Vendor Concentration Increases the Impact of Breaches
Three cloud providers (Amazon AWS, Microsoft Azure, Google Cloud) now control over 65% of the global market. The risk?
- A single breach can impact thousands of organizations
- Supply chain attacks (like SolarWinds or Kaseya) now have cascading effects
In Canada, overreliance on centralized cloud platforms could magnify any successful exploit.
Dual-Use Commercial Services Are a Double-Edged Sword
Tools used for both civilian and military purposes (e.g. Starlink, cloud analytics platforms) are now potential wartime targets.
This means:
- A service outage may not be accidental
- Your vendor may be under attack due to political factors
The takeaway: even non-sensitive businesses need a continuity plan if reliant on high-profile vendors.
Evolving Tradecraft: How Cyber Actors Are Evading Detection
Modern threat actors are abandoning traditional malware attacks in favour of stealthier techniques. Tactics like “living off the land (LOTL),” abuse of legitimate admin tools, and fileless malware attacks are growing more common, making detection increasingly difficult.
Attackers now:
- Hide within authorized software (e.g. PowerShell, WMI)
- Target identity and access rather than endpoints
- Move laterally within networks before executing payloads
The assessment warns that as detection tools improve, attackers will continue refining their ability to blend in.
Geopolitically Motivated Non-State Actors: The Rise of Unpredictable Threats
Not every adversary is a government. The rise of non-state actors such as ideologically motivated hacktivists or cyber mercenaries adds unpredictability to Canada’s cyber threat landscape.
These actors:
- Are driven by political or ideological agendas
- Operate outside formal intelligence chains
- May align with or be tolerated by foreign governments
Unlike state-backed actors, these groups don’t always follow rational or strategic logic. That makes them harder to anticipate and disrupt.
This means:
- A service outage may not be accidental
- Your vendor may be under attack due to political factors
The takeaway: even non-sensitive businesses need a continuity plan if reliant on high-profile vendors.
So what do you do next?
Work with DNSnetworks to review your third-party dependencies and build resilience into your IT stack.
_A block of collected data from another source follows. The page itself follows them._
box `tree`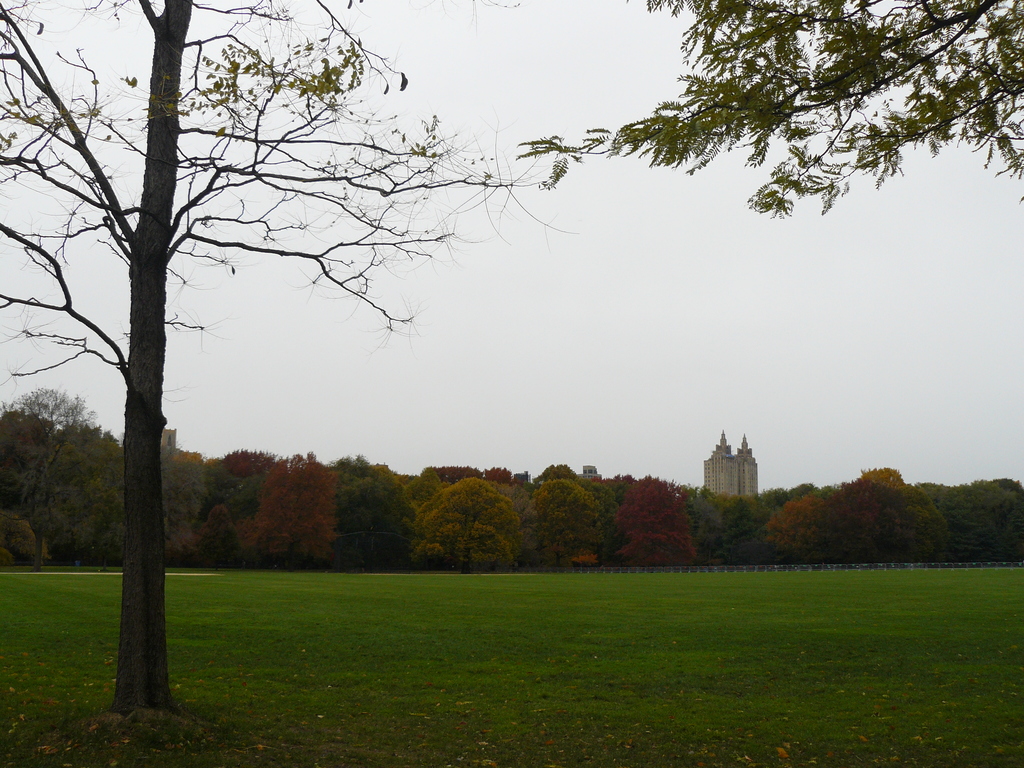
Rect(512, 0, 1023, 220)
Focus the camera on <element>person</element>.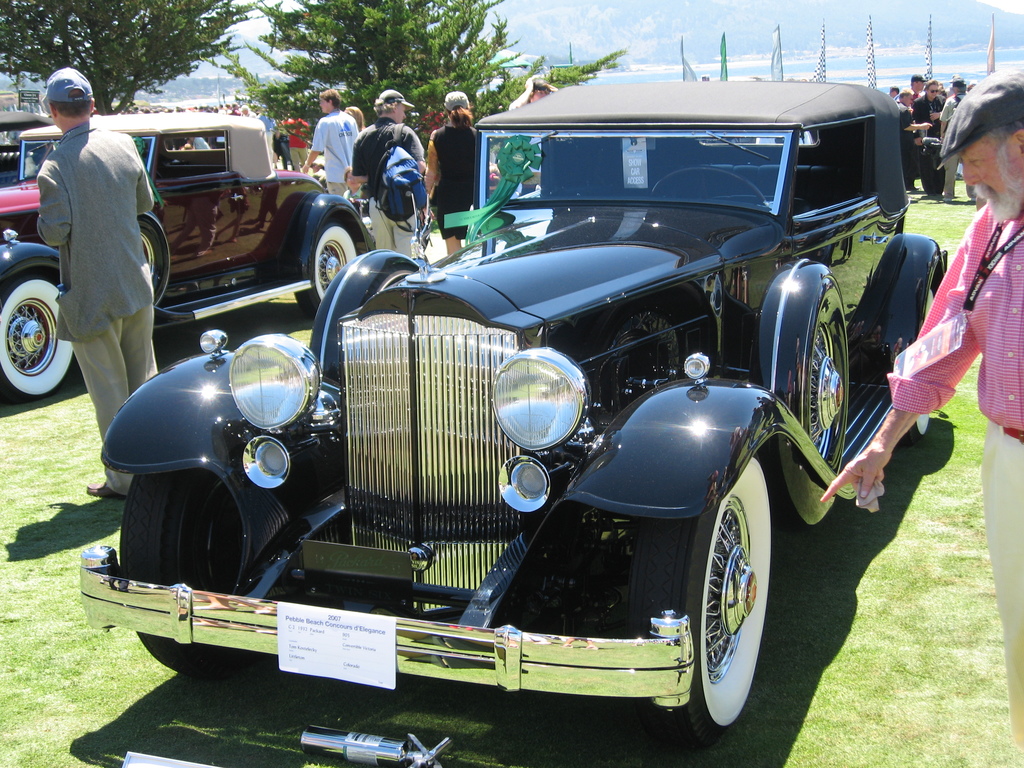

What the National Cyber Threat Assessment Means for Canadian Businesses
It’s tempting to assume that only large corporations or government departments are in the crosshairs. But the reality is that cyber risk affects every organization connected to the internet. The latest national assessment offers insights that Canadian businesses of all sizes can use to improve their cyber resilience.
This Is Not Just a Government Problem
If you’re an SMB, non-profit, educational institution, or healthcare provider, you’re likely more exposed than you think.
Threat actors don’t care about your size or mission. They care about:
- Whether you have valuable data
- Whether you’re likely to pay a ransom
- Whether you’re connected to someone more valuable
Risk Visibility and Threat Intelligence Are Now Essential
Key steps you should already be taking:
- Real-time monitoring of endpoints and networks
- Threat detection powered by behavioural analytics
- Regular review of incident response readiness
DNSnetworks helps organizations map cyber risks against national intelligence insights and act before attackers do. Find out more.
Collaboration Is the New Baseline for Cyber Resilience
The government is investing more than $900M in national cybersecurity upgrades (Budget 2024). But individual organizations must step up too.
Start by:
- Participating in information-sharing frameworks
- Building alliances with IT service providers and MSSPs
- Training staff on phishing, credential theft, and incident reporting
Looking for guidance or direction for your cybersecurity strategy? Partner with DNSnetworks to stay informed, adaptive, and ready to respond with expert-led security guidance.
Final Thoughts: Stay Ahead of Evolving Threats
You can’t stop global hackers, but you can stop them from making you their next win. Use this insight, act now, and stay sharp. DNSnetworks is here to make that easier.
Cyber threats in Canada are growing, but so is our capacity to respond. Use the National Cyber Threat Assessment as your blueprint for action. Need help mapping your next move? Talk to DNSnetworks.